Note: This column has been updated since its original posting in light of Barack Obama’s Tuesday speech.

WASHINGTON — We all have our crosses to bear. The Rev. Jeremiah Wright has become Barack Obama’s.

I’m sorry, but I’ve had it with Wright. I would never try to diminish the service he performed as pastor of his Chicago megachurch, and it’s obvious that he’s a man of great charisma and great faith. But this media tour he’s conducting is doing a disservice that goes beyond any impact it might have on Obama’s presidential campaign.

The problem is that Wright insists on being seen as something he’s not: an archetypal representative of the African-American church. In fact, he represents one twig of one branch of a very large tree.

It’s understandable, given how Wright has been treated, that he would want to attempt to set the record straight. No one would enjoy seeing his 36-year career reduced to a couple of radioactive sound bites. No preacher would want his entire philosophy to be assessed based on a few rhetorical excesses committed in the heat of a passionate sermon. No former Marine would stomach having his love of country questioned by armchair patriots who have done far less to protect the United States from its enemies.

Given Wright’s long silence, I thought he had taken to heart Jesus’ admonition to turn the other cheek. Obviously, I was wrong.

I’m through with Wright not because he responded — in similar circumstances, I certainly couldn’t have kept silent — but because his response was so egocentric. We get it, Rev. Wright: You’re ready for your close-up.

He made some good points Monday when he entered the lion’s den of the National Press Club. I especially liked this one: “My goddaughter’s unit just arrived in Iraq this week while those who call me unpatriotic have used their positions of privilege to avoid military service while sending over 4,000 American boys and girls of every race to die over a lie.”

But his basic point — that any attack on him is an attack on the African-American church and its traditions — is just wrong. In making that argument, he buys into the fraudulent idea of a monolithic, monocultural black America — one with his philosophy and theology at its center.

In his speech Sunday at the NAACP dinner in Detroit, Wright spoke at length about how “different” does not mean “deficient.” He talked of how European and African musical and rhetorical traditions are different, and how that doesn’t mean that one is better than the other. The point was that there is no one way to preach the Gospel. In this, Wright is right.

Where he overreaches is in claiming, as he did at the Press Club, that the criticism he has suffered “is not an attack on Jeremiah Wright; it is an attack on the black church” — and in claiming that this episode “just might mean that the reality of the African-American church will no longer be invisible.”

The reality of the African-American church, of course, is as diverse as the African-American community. I grew up in the Methodist church with pastors — often active on the front lines of the civil rights movement — whose sermons were rarely exciting enough to elicit more than a muttered “Amen.” They were excitement itself, however, compared to the dry lectures delivered by the priest at the Catholic church around the corner. And what I heard every Sunday was nothing at all like the Bible-thumping, hellfire-and-damnation perorations that filled my Baptist friends with the Holy Ghost — and even less like the spellbinding, singsong, jump-and-shout sermonizing that raised the roofs of Pentecostal sanctuaries across town.

Wright claims to represent all these traditions and more, but he does not. He also claims universality for the political aspect of his ministry. It is true that the black church, writ large, has been an instrument of social and political change. But most black churches are far less political than Wright’s — and many concern themselves exclusively with salvation.

I point all this out not to say that one tradition is better than another; as Wright said, different doesn’t mean deficient. But what Wright did was try to frame the issue in such a way that to question him or anything he has ever said was to question the long, storied tradition of African-American religion.

Historically and theologically, he was inflating his importance in a pride-goeth-before-the-fall kind of way. Politically, by surfacing now, he was throwing Barack Obama under the bus.

On Tuesday, Obama returned the favor.

Eugene Robinson’s e-mail address is eugenerobinson(at)washpost.com.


Work instructions: Only a single number is expected: how many lines of the data hold the word "overlapping".

(Figure record extracts)

-=-=-=-=-

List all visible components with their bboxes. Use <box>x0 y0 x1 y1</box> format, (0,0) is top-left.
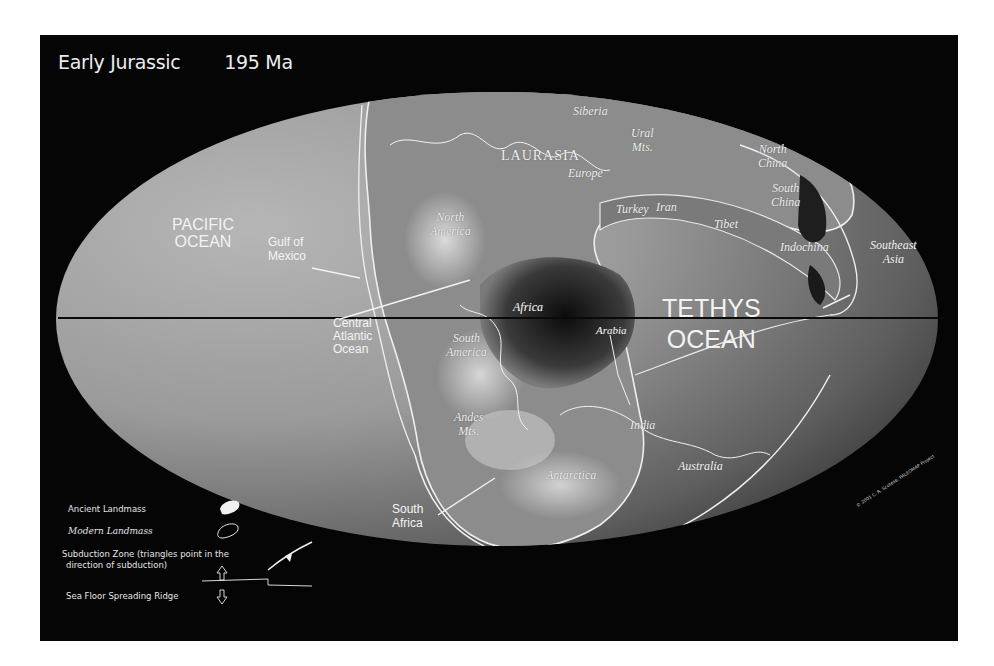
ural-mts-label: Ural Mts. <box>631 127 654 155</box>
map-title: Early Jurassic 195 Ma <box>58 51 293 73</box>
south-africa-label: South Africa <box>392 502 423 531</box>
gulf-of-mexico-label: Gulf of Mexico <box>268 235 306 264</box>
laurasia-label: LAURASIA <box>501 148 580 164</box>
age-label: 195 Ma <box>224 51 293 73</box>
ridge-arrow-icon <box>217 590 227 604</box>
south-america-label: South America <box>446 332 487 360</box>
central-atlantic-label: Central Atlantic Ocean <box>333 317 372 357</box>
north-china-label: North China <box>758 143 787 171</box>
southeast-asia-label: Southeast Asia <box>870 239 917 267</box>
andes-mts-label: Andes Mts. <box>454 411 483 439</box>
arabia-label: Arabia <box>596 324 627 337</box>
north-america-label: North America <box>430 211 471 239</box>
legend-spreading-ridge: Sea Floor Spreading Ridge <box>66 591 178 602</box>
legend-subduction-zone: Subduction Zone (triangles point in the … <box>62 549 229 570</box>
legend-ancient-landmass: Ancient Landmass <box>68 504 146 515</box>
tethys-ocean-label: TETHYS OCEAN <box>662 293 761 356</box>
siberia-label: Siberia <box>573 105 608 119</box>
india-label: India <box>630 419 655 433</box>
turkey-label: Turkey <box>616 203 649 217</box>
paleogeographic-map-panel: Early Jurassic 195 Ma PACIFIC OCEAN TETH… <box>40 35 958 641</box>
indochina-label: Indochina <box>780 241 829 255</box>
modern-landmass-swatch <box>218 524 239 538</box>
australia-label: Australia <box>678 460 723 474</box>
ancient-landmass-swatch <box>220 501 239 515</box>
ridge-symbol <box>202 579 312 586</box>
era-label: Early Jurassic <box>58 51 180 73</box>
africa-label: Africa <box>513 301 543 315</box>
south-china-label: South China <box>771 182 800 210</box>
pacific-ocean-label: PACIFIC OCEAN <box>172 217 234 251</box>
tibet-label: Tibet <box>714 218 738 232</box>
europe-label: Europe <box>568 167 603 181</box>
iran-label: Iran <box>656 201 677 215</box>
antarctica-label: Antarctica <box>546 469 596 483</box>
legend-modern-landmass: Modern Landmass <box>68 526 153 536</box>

-=-=-=-=-

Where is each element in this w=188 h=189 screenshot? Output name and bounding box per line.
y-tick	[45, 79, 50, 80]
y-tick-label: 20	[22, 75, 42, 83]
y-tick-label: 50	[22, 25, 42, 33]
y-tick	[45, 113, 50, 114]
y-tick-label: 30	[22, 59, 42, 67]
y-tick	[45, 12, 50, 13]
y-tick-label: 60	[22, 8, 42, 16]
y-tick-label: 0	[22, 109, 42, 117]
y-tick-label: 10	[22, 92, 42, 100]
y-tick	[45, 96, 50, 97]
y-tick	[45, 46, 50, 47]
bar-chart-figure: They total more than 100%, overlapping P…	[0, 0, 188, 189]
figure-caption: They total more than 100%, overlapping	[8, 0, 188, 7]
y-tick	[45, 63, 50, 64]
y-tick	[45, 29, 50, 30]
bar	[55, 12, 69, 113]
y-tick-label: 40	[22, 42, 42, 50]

-=-=-=-=-

Response: 2